05 February 2026

Many meanings of the USA national flag - veteran's funeral preparations

 

open casket draped in USA flag to be unfolded after the lid is closed
Detail from funeral home visitation before tomorrow's ceremonies.
Nearly all military veterans from the World War II era are gone now in 2026, and many from the Korean War have died, too. Even those serving in armed conflicts in the decades to follow in many cases have died. Not all of them opt for the guaranteed death benefit of steel casket, honor guard with USA flag. But many do wish to acknowledge their time serving the USA, as in this example from middle Michigan for a 93-year-old man who had served in uniform, beloved in his community as well as among friends and family.

Symbols like the USA flag (Old Glory, Stars and Stripes, Stars and Bars) can convey several layers of meaning at the same time. This flag is multivalent as national and international identifier for sports, for diplomacy and military, for law enforcement, for official ceremonies and occasions and holidays. It can have more personal connections and meanings at the regional or state-by-state level, and also for people, places, and things seen in cities and villages, as well as the household or company level. In popular culture, too, famous artists and ordinary people can easily fly a flag (or in protest invert the flag) or modify in new colors to suit less patriotic purposes; even in the service of commercial sales.

overview of the open casket viewing (detail magnified, above)
Without talking to the stream of friends coming to greet the bereaved family members it is hard to know which of the many layers of meanings of the flag on the coffin are uppermost in their minds. Is it window dressing of an official nature with nationwide currency and value? Or is it part of the man's self-image and the way that others viewed him in life, too? Certainly during the time in uniform it fully occupied his waking hours and shaped his personal habits, standards, and expectations as a young man and for a few years after being honorably discharged, too, no doubt. But from his early 20s (completion of military service) to his early 90s there were many other concerns and guiding principles. So, on balance, the couple of years during the Korean War only took up a small part of a very long and full life. And yet, in all those years he demonstrated his commitment to order and ethical behavior, public service and duty, loyalty and justice equal for the great and the small. So, in that abstract sense of goodness and mercy, his own life and the positive facets of USA nationwide ideals were coherent and maybe sometimes overlapped his own ideals, too. In that case, the national flag is less about politics and history and more about his personal standards and values.

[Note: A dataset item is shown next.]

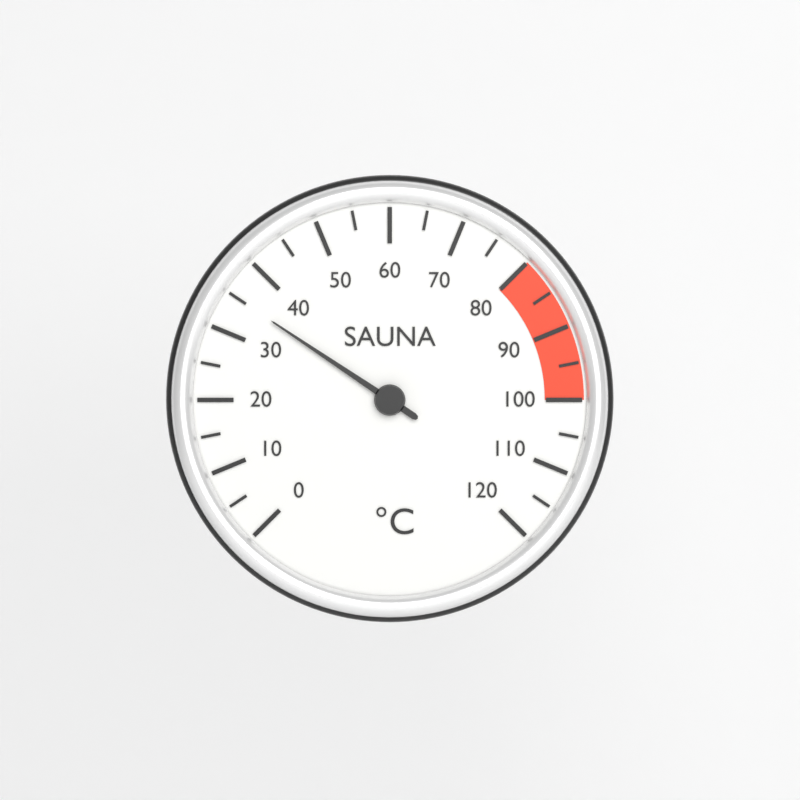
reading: 35 °C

In any case, speculating about the mix of personal and the many other layers of meaning will be difficult to untangle or document without in-depth and wide-ranging observations and conversations with those who knew him best. But for the purposes of this article, it is enough to acknowledge the many meanings - even contradictory ones - that a symbol like the American flag can stand for, gliding easily from one meaning to another; or expressing all the meanings simultaneously.

After the funeral ceremony is completed and the group of mourners reassemble at the graveside to bury the flag-draped casket, then an honor guard of veterans (occasionally there are ones in uniform who are currently in service, too) will carefully fold the flag to present to a representative for the bereaved family as a memento of the occasion.